Exercise brief - Each entry that follows should be retyped exactly.

Data provided -
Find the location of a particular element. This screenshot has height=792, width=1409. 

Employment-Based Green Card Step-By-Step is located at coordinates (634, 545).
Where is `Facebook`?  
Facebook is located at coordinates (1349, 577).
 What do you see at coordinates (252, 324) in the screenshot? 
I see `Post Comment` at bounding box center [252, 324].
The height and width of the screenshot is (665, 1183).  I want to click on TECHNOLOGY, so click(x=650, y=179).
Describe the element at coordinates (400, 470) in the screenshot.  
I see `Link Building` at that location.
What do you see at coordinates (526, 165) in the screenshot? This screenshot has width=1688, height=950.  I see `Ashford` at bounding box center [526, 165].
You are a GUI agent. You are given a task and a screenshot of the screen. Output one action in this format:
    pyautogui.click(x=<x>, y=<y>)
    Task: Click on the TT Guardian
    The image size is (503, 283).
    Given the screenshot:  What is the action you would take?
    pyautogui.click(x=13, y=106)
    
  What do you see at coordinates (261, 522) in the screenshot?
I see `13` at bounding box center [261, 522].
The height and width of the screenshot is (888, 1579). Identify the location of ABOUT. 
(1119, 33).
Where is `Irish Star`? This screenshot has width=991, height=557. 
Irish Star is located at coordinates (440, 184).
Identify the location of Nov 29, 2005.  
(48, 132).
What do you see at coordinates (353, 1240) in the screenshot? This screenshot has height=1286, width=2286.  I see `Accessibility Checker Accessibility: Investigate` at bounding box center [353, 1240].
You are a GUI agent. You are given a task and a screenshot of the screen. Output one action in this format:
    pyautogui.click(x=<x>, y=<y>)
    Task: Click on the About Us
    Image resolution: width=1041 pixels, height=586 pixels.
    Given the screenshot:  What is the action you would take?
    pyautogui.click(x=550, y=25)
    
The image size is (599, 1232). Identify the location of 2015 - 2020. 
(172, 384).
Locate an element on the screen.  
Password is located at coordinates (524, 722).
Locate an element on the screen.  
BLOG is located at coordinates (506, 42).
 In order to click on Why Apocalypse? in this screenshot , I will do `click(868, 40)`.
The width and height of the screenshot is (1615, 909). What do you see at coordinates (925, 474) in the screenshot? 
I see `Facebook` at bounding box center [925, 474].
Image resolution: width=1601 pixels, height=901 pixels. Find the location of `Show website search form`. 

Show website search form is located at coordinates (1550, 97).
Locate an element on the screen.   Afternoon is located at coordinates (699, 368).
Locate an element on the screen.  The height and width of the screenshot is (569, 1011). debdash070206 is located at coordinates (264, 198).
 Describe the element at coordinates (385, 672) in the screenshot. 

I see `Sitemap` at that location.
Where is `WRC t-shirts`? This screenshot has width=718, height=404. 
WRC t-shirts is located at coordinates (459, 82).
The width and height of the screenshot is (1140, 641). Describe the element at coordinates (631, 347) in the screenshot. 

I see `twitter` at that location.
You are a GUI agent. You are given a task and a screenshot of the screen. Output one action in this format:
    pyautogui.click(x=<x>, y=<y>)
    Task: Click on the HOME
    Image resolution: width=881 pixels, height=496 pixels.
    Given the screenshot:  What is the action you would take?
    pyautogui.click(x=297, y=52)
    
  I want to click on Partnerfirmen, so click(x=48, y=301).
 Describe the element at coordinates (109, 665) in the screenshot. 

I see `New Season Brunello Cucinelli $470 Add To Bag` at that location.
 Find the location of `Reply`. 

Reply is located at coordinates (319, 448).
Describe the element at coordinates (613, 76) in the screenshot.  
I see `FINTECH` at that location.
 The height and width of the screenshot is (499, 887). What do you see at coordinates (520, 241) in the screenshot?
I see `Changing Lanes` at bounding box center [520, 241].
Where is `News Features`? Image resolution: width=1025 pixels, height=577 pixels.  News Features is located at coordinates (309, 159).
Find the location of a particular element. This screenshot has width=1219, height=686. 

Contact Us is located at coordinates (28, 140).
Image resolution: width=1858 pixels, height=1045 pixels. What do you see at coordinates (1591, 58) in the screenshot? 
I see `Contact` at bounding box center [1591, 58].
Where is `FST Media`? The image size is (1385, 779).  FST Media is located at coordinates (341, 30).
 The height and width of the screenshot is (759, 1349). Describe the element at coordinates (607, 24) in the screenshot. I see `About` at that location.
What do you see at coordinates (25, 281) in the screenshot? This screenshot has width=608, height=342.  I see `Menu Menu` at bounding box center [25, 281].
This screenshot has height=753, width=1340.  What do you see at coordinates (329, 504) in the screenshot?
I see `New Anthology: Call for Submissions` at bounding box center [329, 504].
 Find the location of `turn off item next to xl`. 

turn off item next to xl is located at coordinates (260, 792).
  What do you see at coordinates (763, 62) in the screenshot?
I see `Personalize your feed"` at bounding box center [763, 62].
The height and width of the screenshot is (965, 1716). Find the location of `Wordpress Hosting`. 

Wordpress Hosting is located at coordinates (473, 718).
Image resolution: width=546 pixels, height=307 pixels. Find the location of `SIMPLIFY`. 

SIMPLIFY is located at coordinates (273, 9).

Exercise output -
Find the location of a particular element. This screenshot has height=792, width=1409. 

Employment-Based Green Card Step-By-Step is located at coordinates (634, 545).
Where is `Facebook`?  
Facebook is located at coordinates (1349, 577).
 What do you see at coordinates (252, 324) in the screenshot? 
I see `Post Comment` at bounding box center [252, 324].
The height and width of the screenshot is (665, 1183).  I want to click on TECHNOLOGY, so click(x=650, y=179).
Describe the element at coordinates (400, 470) in the screenshot.  
I see `Link Building` at that location.
What do you see at coordinates (526, 165) in the screenshot? This screenshot has width=1688, height=950.  I see `Ashford` at bounding box center [526, 165].
You are a GUI agent. You are given a task and a screenshot of the screen. Output one action in this format:
    pyautogui.click(x=<x>, y=<y>)
    Task: Click on the TT Guardian
    The image size is (503, 283).
    Given the screenshot:  What is the action you would take?
    pyautogui.click(x=13, y=106)
    
  What do you see at coordinates (261, 522) in the screenshot?
I see `13` at bounding box center [261, 522].
The height and width of the screenshot is (888, 1579). Identify the location of ABOUT. 
(1119, 33).
Where is `Irish Star`? This screenshot has width=991, height=557. 
Irish Star is located at coordinates (440, 184).
Identify the location of Nov 29, 2005.  
(48, 132).
What do you see at coordinates (353, 1240) in the screenshot? This screenshot has height=1286, width=2286.  I see `Accessibility Checker Accessibility: Investigate` at bounding box center [353, 1240].
You are a GUI agent. You are given a task and a screenshot of the screen. Output one action in this format:
    pyautogui.click(x=<x>, y=<y>)
    Task: Click on the About Us
    Image resolution: width=1041 pixels, height=586 pixels.
    Given the screenshot:  What is the action you would take?
    pyautogui.click(x=550, y=25)
    
The image size is (599, 1232). Identify the location of 2015 - 2020. 
(172, 384).
Locate an element on the screen.  
Password is located at coordinates (524, 722).
Locate an element on the screen.  
BLOG is located at coordinates (506, 42).
 In order to click on Why Apocalypse? in this screenshot , I will do `click(868, 40)`.
The width and height of the screenshot is (1615, 909). What do you see at coordinates (925, 474) in the screenshot? 
I see `Facebook` at bounding box center [925, 474].
Image resolution: width=1601 pixels, height=901 pixels. Find the location of `Show website search form`. 

Show website search form is located at coordinates (1550, 97).
Locate an element on the screen.   Afternoon is located at coordinates (699, 368).
Locate an element on the screen.  The height and width of the screenshot is (569, 1011). debdash070206 is located at coordinates (264, 198).
 Describe the element at coordinates (385, 672) in the screenshot. 

I see `Sitemap` at that location.
Where is `WRC t-shirts`? This screenshot has width=718, height=404. 
WRC t-shirts is located at coordinates (459, 82).
The width and height of the screenshot is (1140, 641). Describe the element at coordinates (631, 347) in the screenshot. 

I see `twitter` at that location.
You are a GUI agent. You are given a task and a screenshot of the screen. Output one action in this format:
    pyautogui.click(x=<x>, y=<y>)
    Task: Click on the HOME
    Image resolution: width=881 pixels, height=496 pixels.
    Given the screenshot:  What is the action you would take?
    pyautogui.click(x=297, y=52)
    
  I want to click on Partnerfirmen, so click(x=48, y=301).
 Describe the element at coordinates (109, 665) in the screenshot. 

I see `New Season Brunello Cucinelli $470 Add To Bag` at that location.
 Find the location of `Reply`. 

Reply is located at coordinates (319, 448).
Describe the element at coordinates (613, 76) in the screenshot.  
I see `FINTECH` at that location.
 The height and width of the screenshot is (499, 887). What do you see at coordinates (520, 241) in the screenshot?
I see `Changing Lanes` at bounding box center [520, 241].
Where is `News Features`? Image resolution: width=1025 pixels, height=577 pixels.  News Features is located at coordinates (309, 159).
Find the location of a particular element. This screenshot has width=1219, height=686. 

Contact Us is located at coordinates (28, 140).
Image resolution: width=1858 pixels, height=1045 pixels. What do you see at coordinates (1591, 58) in the screenshot? 
I see `Contact` at bounding box center [1591, 58].
Where is `FST Media`? The image size is (1385, 779).  FST Media is located at coordinates (341, 30).
 The height and width of the screenshot is (759, 1349). Describe the element at coordinates (607, 24) in the screenshot. I see `About` at that location.
What do you see at coordinates (25, 281) in the screenshot? This screenshot has width=608, height=342.  I see `Menu Menu` at bounding box center [25, 281].
This screenshot has height=753, width=1340.  What do you see at coordinates (329, 504) in the screenshot?
I see `New Anthology: Call for Submissions` at bounding box center [329, 504].
 Find the location of `turn off item next to xl`. 

turn off item next to xl is located at coordinates (260, 792).
  What do you see at coordinates (763, 62) in the screenshot?
I see `Personalize your feed"` at bounding box center [763, 62].
The height and width of the screenshot is (965, 1716). Find the location of `Wordpress Hosting`. 

Wordpress Hosting is located at coordinates (473, 718).
Image resolution: width=546 pixels, height=307 pixels. Find the location of `SIMPLIFY`. 

SIMPLIFY is located at coordinates (273, 9).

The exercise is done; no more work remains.